In April, the Joint Commission recognized Pascale Carayon, PhD, with the John M. Eisenberg Patient Safety and Quality Award for individual achievement. Now, Dr. Carayon has shared some of her thoughts on patient safety with the Journal on Quality and Patient Safety.
Dr. Carayon is the Procter & Gamble Bascom Professor in Total Quality in the University of Wisconsin-Madison's Department of Industrial and Systems Engineering. She received the Eisenberg award for using human factors engineering and the Systems Engineering Initiative for Patient Safety model to advance the field of patient safety and quality.
Highlighted below are five thoughts on using human factors engineering in healthcare and patient safety from Dr. Carayon, as outlined in the Journal on Quality and Patient Safety.
1. On how human factors engineering, or HFE, relates to safety:
"…Human factors, like patient safety, is about people. And so trying to address patient safety requires consideration of how people interact with each other, which involves technologies, the physical environment and their joint performance of tasks — all within an organization."
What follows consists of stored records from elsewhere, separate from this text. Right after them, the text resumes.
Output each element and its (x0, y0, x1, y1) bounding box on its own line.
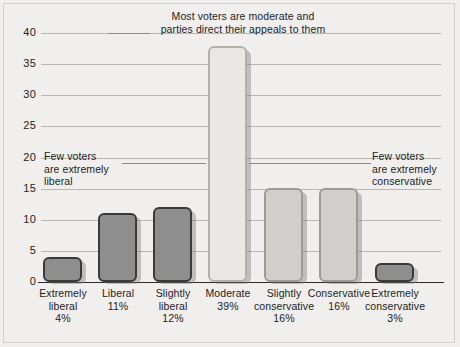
bar-liberal[interactable] (98, 213, 137, 282)
x-label-value-liberal: 11% (108, 300, 129, 312)
x-label-name-moderate: Moderate (205, 287, 250, 299)
bar-conservative[interactable] (319, 188, 358, 282)
x-label-value-extremely-conservative: 3% (387, 312, 402, 324)
y-tick-label-0: 0 (10, 275, 36, 287)
x-label-name-liberal: Liberal (102, 287, 134, 299)
x-label-value-conservative: 16% (328, 300, 349, 312)
x-label-extremely-conservative: Extremely conservative 3% (360, 287, 430, 325)
y-tick-label-20: 20 (10, 151, 36, 163)
y-tick-label-5: 5 (10, 244, 36, 256)
x-label-liberal: Liberal 11% (87, 287, 149, 312)
y-tick-label-25: 25 (10, 119, 36, 131)
y-tick-label-10: 10 (10, 213, 36, 225)
x-label-value-moderate: 39% (217, 300, 238, 312)
bar-slightly-liberal[interactable] (153, 207, 192, 282)
leader-line-top (108, 33, 150, 34)
x-label-extremely-liberal: Extremely liberal 4% (32, 287, 94, 325)
bar-extremely-conservative[interactable] (375, 263, 414, 282)
y-tick-label-35: 35 (10, 57, 36, 69)
bar-slightly-conservative[interactable] (264, 188, 303, 282)
annotation-extremely-liberal: Few voters are extremely liberal (44, 150, 122, 188)
x-label-slightly-liberal: Slightly liberal 12% (142, 287, 204, 325)
x-label-value-extremely-liberal: 4% (55, 312, 70, 324)
y-tick-label-30: 30 (10, 88, 36, 100)
bar-moderate[interactable] (208, 46, 247, 282)
plot-area: 40 35 30 25 20 15 10 5 0 (0, 0, 460, 347)
leader-line-left (122, 163, 206, 164)
x-label-name-extremely-liberal: Extremely liberal (39, 287, 87, 312)
x-label-name-extremely-conservative: Extremely conservative (365, 287, 425, 312)
y-tick-label-15: 15 (10, 182, 36, 194)
annotation-extremely-conservative: Few voters are extremely conservative (372, 150, 454, 188)
annotation-moderate: Most voters are moderate and parties dir… (148, 10, 338, 35)
bar-extremely-liberal[interactable] (43, 257, 82, 282)
bar-chart-figure: 40 35 30 25 20 15 10 5 0 (0, 0, 460, 347)
x-label-value-slightly-liberal: 12% (162, 312, 183, 324)
x-label-name-slightly-liberal: Slightly liberal (156, 287, 191, 312)
x-label-value-slightly-conservative: 16% (273, 312, 294, 324)
leader-line-right (249, 163, 371, 164)
y-tick-label-40: 40 (10, 26, 36, 38)
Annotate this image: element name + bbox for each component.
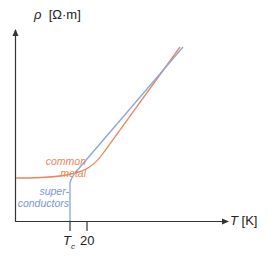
tick-tc-symbol: T <box>63 233 71 248</box>
tick-tc-subscript: c <box>71 242 75 251</box>
x-axis-unit: [K] <box>242 213 258 228</box>
sc-label-line2: conductors <box>14 197 69 209</box>
y-axis-unit: [Ω·m] <box>49 7 81 22</box>
y-axis-label: ρ [Ω·m] <box>34 8 81 21</box>
superconductor-curve <box>70 47 183 221</box>
metal-label-line2: metal <box>20 167 86 179</box>
sc-label-line1: super- <box>14 185 69 197</box>
tick-label-20: 20 <box>80 234 94 247</box>
metal-label-line1: common <box>20 155 86 167</box>
metal-series-label: common metal <box>20 155 86 179</box>
tick-label-tc: Tc <box>63 234 75 251</box>
x-axis-label: T [K] <box>230 214 257 227</box>
x-axis-symbol: T <box>230 213 238 228</box>
superconductor-series-label: super- conductors <box>14 185 69 209</box>
y-axis-symbol: ρ <box>34 7 41 22</box>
2. On HFE hiring trends in healthcare:
"We're seeing more and more human factors engineers being hired by healthcare organizations, and in different parts of healthcare organizations, including patient safety, risk management, quality improvement [and] implementation of information technology."
3. On whether patient safety has improved across the industry:
"I do think that patient safety has improved simply by virtue of the fact that it's being recognized as a major problem, with the involvement of experts in human factors and industrial engineering in general, organizational design, high-reliability organizations, safety culture and so on to contribute to solutions. So, to me, this is a good sign that we're developing a more sophisticated and more appropriate approach to patient safety."
4. On using health IT in to improve patient care:
"It makes sense to me to gravitate toward health IT, for the potential increases in efficiency, effectiveness and safety, but we really haven't reached those benefits. There are pockets here and there. But then you hear about more problems…We've got to do better. Engineers know how to do that, so to me, it just makes sense."
5. On staying motivated in healthcare:
"I think that what motivates me is when I try to get people to take a different approach, as in a human factors engineering-based solution, and that they respond, 'oh, yeah, that makes sense.'…To me, that's what is very satisfactory, is really changing that mental model and seeing those a-ha moments."